**Problem requirements:**
The data must be copied over exactly and in full.

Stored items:

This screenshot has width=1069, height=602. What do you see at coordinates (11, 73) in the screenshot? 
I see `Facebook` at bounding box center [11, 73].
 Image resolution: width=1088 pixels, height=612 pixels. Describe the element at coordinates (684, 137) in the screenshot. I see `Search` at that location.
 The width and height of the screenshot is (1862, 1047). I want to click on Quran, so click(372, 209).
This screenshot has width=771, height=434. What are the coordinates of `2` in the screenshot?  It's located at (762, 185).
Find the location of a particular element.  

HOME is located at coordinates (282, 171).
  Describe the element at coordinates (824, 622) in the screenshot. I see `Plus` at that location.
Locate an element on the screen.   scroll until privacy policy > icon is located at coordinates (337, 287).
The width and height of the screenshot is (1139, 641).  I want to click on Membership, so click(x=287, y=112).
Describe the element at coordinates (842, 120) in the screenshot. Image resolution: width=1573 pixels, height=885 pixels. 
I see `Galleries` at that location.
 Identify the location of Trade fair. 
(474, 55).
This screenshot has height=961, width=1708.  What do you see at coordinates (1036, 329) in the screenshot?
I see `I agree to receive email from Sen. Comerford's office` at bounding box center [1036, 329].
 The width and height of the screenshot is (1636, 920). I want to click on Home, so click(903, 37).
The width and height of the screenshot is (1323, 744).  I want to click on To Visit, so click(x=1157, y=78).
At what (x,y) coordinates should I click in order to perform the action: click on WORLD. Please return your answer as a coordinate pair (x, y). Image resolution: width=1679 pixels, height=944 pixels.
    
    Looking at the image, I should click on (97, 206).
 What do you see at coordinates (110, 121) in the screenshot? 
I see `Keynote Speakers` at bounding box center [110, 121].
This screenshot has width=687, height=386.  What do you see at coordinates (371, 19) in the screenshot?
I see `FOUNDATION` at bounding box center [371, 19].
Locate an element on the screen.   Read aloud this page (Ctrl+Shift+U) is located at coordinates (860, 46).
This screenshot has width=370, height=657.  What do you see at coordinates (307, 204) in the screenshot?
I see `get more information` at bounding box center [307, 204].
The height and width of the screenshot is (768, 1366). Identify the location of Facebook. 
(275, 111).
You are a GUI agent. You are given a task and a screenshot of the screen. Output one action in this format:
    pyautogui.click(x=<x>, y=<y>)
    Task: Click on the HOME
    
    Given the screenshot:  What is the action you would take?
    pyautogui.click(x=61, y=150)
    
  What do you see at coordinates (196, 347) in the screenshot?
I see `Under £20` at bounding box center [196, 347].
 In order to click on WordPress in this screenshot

**Answer box:**
This screenshot has width=1069, height=602. What do you see at coordinates (11, 73) in the screenshot? 
I see `Facebook` at bounding box center [11, 73].
 Image resolution: width=1088 pixels, height=612 pixels. Describe the element at coordinates (684, 137) in the screenshot. I see `Search` at that location.
 The width and height of the screenshot is (1862, 1047). I want to click on Quran, so click(372, 209).
This screenshot has width=771, height=434. What are the coordinates of `2` in the screenshot?  It's located at (762, 185).
Find the location of a particular element.  

HOME is located at coordinates (282, 171).
  Describe the element at coordinates (824, 622) in the screenshot. I see `Plus` at that location.
Locate an element on the screen.   scroll until privacy policy > icon is located at coordinates (337, 287).
The width and height of the screenshot is (1139, 641).  I want to click on Membership, so click(x=287, y=112).
Describe the element at coordinates (842, 120) in the screenshot. Image resolution: width=1573 pixels, height=885 pixels. 
I see `Galleries` at that location.
 Identify the location of Trade fair. 
(474, 55).
This screenshot has height=961, width=1708.  What do you see at coordinates (1036, 329) in the screenshot?
I see `I agree to receive email from Sen. Comerford's office` at bounding box center [1036, 329].
 The width and height of the screenshot is (1636, 920). I want to click on Home, so click(903, 37).
The width and height of the screenshot is (1323, 744).  I want to click on To Visit, so click(x=1157, y=78).
At what (x,y) coordinates should I click in order to perform the action: click on WORLD. Please return your answer as a coordinate pair (x, y). Image resolution: width=1679 pixels, height=944 pixels.
    
    Looking at the image, I should click on (97, 206).
 What do you see at coordinates (110, 121) in the screenshot? 
I see `Keynote Speakers` at bounding box center [110, 121].
This screenshot has width=687, height=386.  What do you see at coordinates (371, 19) in the screenshot?
I see `FOUNDATION` at bounding box center [371, 19].
Locate an element on the screen.   Read aloud this page (Ctrl+Shift+U) is located at coordinates (860, 46).
This screenshot has width=370, height=657.  What do you see at coordinates (307, 204) in the screenshot?
I see `get more information` at bounding box center [307, 204].
The height and width of the screenshot is (768, 1366). Identify the location of Facebook. 
(275, 111).
You are a GUI agent. You are given a task and a screenshot of the screen. Output one action in this format:
    pyautogui.click(x=<x>, y=<y>)
    Task: Click on the HOME
    
    Given the screenshot:  What is the action you would take?
    pyautogui.click(x=61, y=150)
    
  What do you see at coordinates (196, 347) in the screenshot?
I see `Under £20` at bounding box center [196, 347].
 In order to click on WordPress in this screenshot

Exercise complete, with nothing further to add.